I will look at this in more detail shortly.

2 thoughts on “A Byzantine Epiphany

  1. Yay for speech! As I was reading along, my mind was already protesting but then came your epiphany so all was good. Traditional oral storytelling (Seanchaí) is a spoken form that is still much about here in Ireland , It is seen as an art. Besides that, read a book to a child and that is wonderful! but just say the words(With no book in hand) ‘ once upon a time’ and they will gather round you with eyes wide with wonder . Lovely and thought provoking piece John.

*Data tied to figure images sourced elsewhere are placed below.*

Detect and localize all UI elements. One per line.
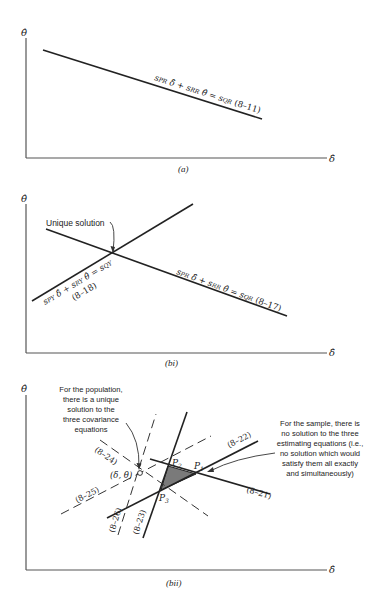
sample-note-line: and simultaneously): [286, 469, 354, 478]
vertex-p3-label: P3: [158, 493, 169, 504]
label-8-25: (8–25): [74, 485, 101, 505]
vertex-p1-label: P1: [193, 461, 204, 472]
equation-8-17: sPR δ̂ + sRR θ̂ = sQR (8–17): [175, 266, 283, 313]
population-note-line: there is a unique: [63, 395, 119, 404]
sample-note-line: no solution which would: [280, 449, 360, 458]
population-arrow: [126, 423, 139, 468]
panel-bi-x-axis-label: δ̂: [329, 347, 335, 358]
label-8-24: (8–24): [93, 445, 119, 467]
panel-a: θ̂ δ̂ sPR δ̂ + sRR θ̂ = sQR (8–11) (a): [21, 27, 335, 174]
population-point-label: (δ, θ): [110, 470, 132, 480]
population-note-line: solution to the: [67, 405, 114, 414]
unique-solution-label: Unique solution: [46, 218, 105, 228]
panel-bii-caption: (bii): [166, 578, 182, 588]
arrowhead-icon: [207, 467, 214, 472]
label-8-26: (8–26): [107, 507, 123, 534]
population-note-line: equations: [75, 425, 108, 434]
vertex-p2-label: P2: [171, 458, 182, 469]
equation-8-11: sPR δ̂ + sRR θ̂ = sQR (8–11): [153, 72, 262, 115]
panel-bi-caption: (bi): [165, 358, 178, 368]
sample-note: For the sample, there is no solution to …: [277, 419, 364, 478]
panel-a-x-axis-label: δ̂: [329, 153, 335, 164]
population-note-line: For the population,: [59, 385, 122, 394]
panel-bi: θ̂ δ̂ Unique solution sPR δ̂ + sRR θ̂ = …: [21, 193, 335, 368]
panel-bi-y-axis-label: θ̂: [21, 193, 27, 204]
line-8-11: [43, 50, 262, 119]
panel-a-y-axis-label: θ̂: [21, 27, 27, 38]
figure-canvas: θ̂ δ̂ sPR δ̂ + sRR θ̂ = sQR (8–11) (a) θ…: [0, 0, 379, 594]
label-8-22: (8–22): [226, 430, 253, 450]
population-note: For the population, there is a unique so…: [59, 385, 122, 434]
panel-a-caption: (a): [178, 164, 189, 174]
sample-note-line: satisfy them all exactly: [282, 459, 358, 468]
sample-arrow: [210, 453, 275, 471]
sample-note-line: no solution to the three: [281, 429, 358, 438]
panel-bii-x-axis-label: δ̂: [329, 564, 335, 575]
panel-bii-y-axis-label: θ̂: [21, 383, 27, 394]
population-note-line: three covariance: [63, 415, 119, 424]
panel-bii: θ̂ δ̂ (δ, θ) P2 P1 P3 (8–21) (8–22) (8–2…: [21, 383, 363, 588]
label-8-21: (8–21): [245, 485, 272, 501]
sample-note-line: For the sample, there is: [280, 419, 360, 428]
sample-note-line: estimating equations (i.e.,: [277, 439, 364, 448]
population-point: [138, 471, 143, 476]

  2. Very interesting thoughts. It is true for me too (and perhaps we can say for most people?) that it is the recollection of spoken words which most readily brings back absent friends. Certain quirks of expression with all their idiosyncratic intonation are about as close to a definition of personal identity as the memory can get (come to think of it – how much more difficult would the Turing Test become if it had to be conducted in voiced language?!) The deceptive nature of the spoken/written dichotomy is something Derrida et al loved to discuss. If there was ever a time when the two modes of expression could be clearly separated and defined, it is long gone I think. Your father’s recited verses were of course written and re-written until they were memorable enough to echo down the generations. But I agree entirely that ‘literal rationalism’ is always in need of a corrective! So thanks for sharing this.